To hit a home run in the 9th inning of a game to the opposite field off a tough lefty with the way that things have been going, that’s just a huge moment. And maybe Bruce continues to slumber through the final six weeks and change of the regular season, who knows. But maybe this is the start of one of Jay Bruce’s epic hot streaks that carries a team to a division title.

Because tonight felt just a little bit like 2010 didn’t it? It seemed that not a body had left–and for good reason–when Bruce hit the line drive into the first row of seats in left field. It’s one of those nights where you’re mad that you had an excuse not to be there taking it in with 29,000 of your closest friends.

The end of 2009 and especially that August and September of 2010, was truly vintage Jay Bruce. It was a time where he seemed on top of the baseball world and no one could get him out. And more often than not when he connected, the ball left the yard. I’ve never seen anything like it in my life watching baseball. It was incredible.

He put together one of those epic hot streaks in May of 2011 and had the minor eruption in April of this season that we touched on, and has since gone missing.

He’s homered in two straight. Not surprisingly, the Reds won them both. Why is one player so paramount to the Reds success? When Bruce succeeds, the Reds are seemingly unstoppable. Or maybe it’s the other way around. Lifetime, in a Reds win, Jay Bruce OPS’s over an astounding .960 clip.

I don’t know how this chapter ends or where it falls in the story. I don’t know if we’re at the halfway point or beginning to ride the downward slope towards the end. All I know is that tonight when Jay Bruce rounded the bases I felt the joy you can only feel for someone when you’ve suffered through the good times and the bad with someone, even if he doesn’t know that we’ve all been along for the ride with him every step of the way.

Jay Bruce is one of us. Born and raised a Cincinnati Red. He provides us with another magical moment in what has thus far been a magical summer.

And if this is the beginning of one of those hot streaks that you never forget, I guarantee you the entire baseball world will be on notice.

On the Reds 10-Game Winning Streak

When the Cincinnati Reds dropped the home stand opener 11-5 to the San Diego Padres last night in Cincinnati, it ended their 10-game winning streak that began with a 7-6 win over Arizona in Cincinnati on July 19th.
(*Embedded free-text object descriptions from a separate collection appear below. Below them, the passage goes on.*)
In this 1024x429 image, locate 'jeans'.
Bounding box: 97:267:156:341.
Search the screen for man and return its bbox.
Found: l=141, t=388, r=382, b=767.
I think it was the longest winning streak for the Cincinnati Reds since this blog has been in creation. It took then from tied for first place in the standings to 3 games in the green on the Pittsburgh Pirates.
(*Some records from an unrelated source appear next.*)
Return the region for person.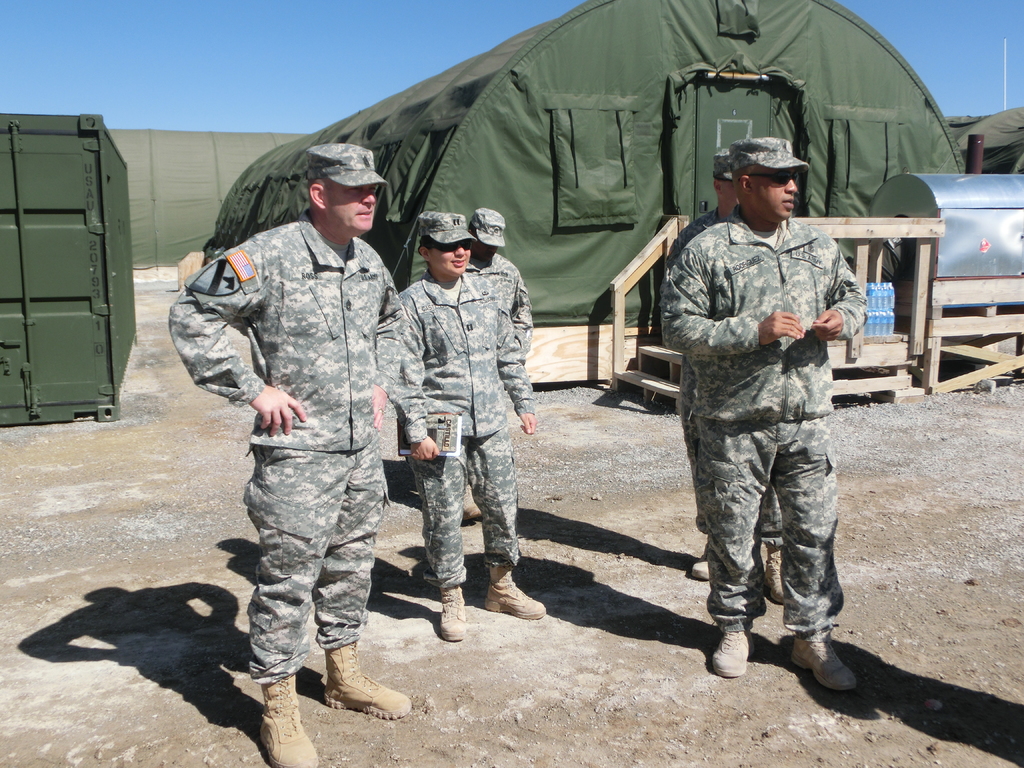
left=387, top=209, right=539, bottom=642.
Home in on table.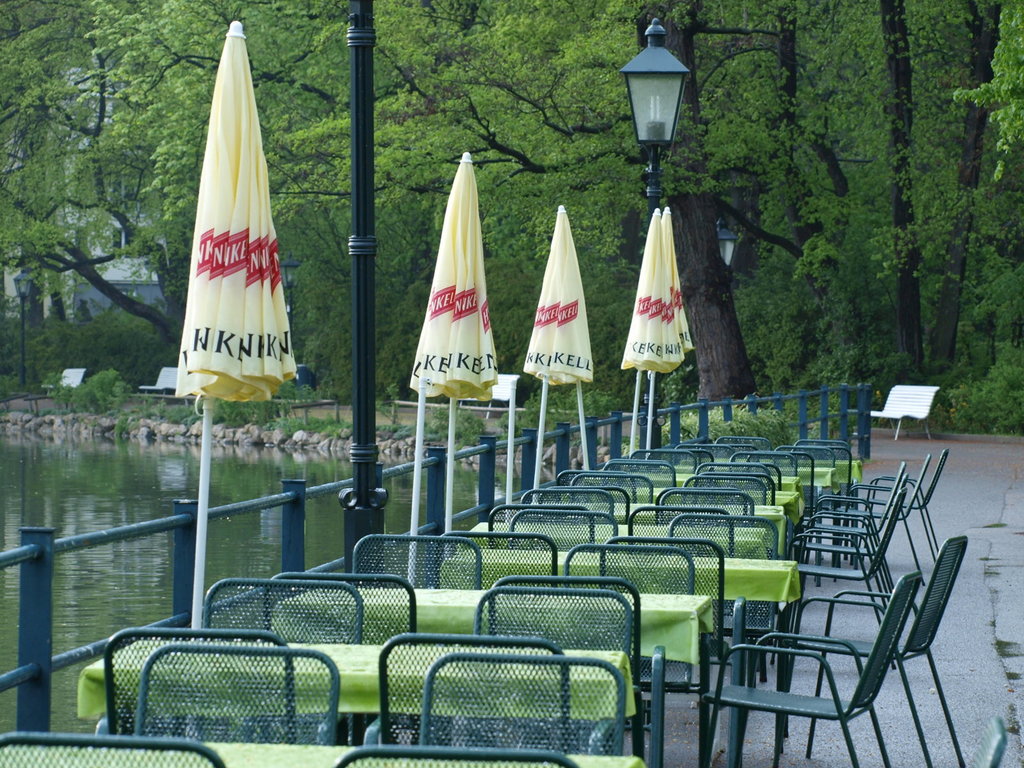
Homed in at <box>436,544,799,679</box>.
The Reds did it all without the help of their main offensive force, Joey Votto. Even with last night’s loss the Reds are 20 games over .500, which also seems like another benchmark worth mention.

If this band of Reds go on to win the National League Central Division Championship for the second time in three seasons; or reach uncharted territory like the NLCS, this will be the stretch that everyone should remember. They did it with pitching, great defense, and timely hitting. It wasn’t about the three-run homer in the small park, as so many thought Reds baseball would be predicated upon. In fact, the Reds hit five solo shots in their final win on the streak in Colorado.
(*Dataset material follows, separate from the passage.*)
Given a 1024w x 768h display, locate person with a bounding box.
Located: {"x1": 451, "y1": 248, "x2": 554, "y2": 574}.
Other than Drew Stubbs, Ryan Ludwick was probably the hero of the entire streak. He’s seen his OPS hulk up to .849 at the end of last night’s play. That’s ahead of Jay Bruce (.828) and Brandon Phillips (.788) by a healthy margin.

I’m in Myrtle Beach, South Carolina. My buddies are headed to the park tonight to watch Homer Bailey and the boys attempt to start a new streak. I have to admit, even with the beach out my window I am a little bit envious. The MLB.tv feeds here are very spotty at best. I’ve been forced to follow the Reds via 700 WLW. Last night the crowd sounded rowdy. With two full months of baseball left, the Reds have made a baseball town fall in love again. What a life we are living in such a place.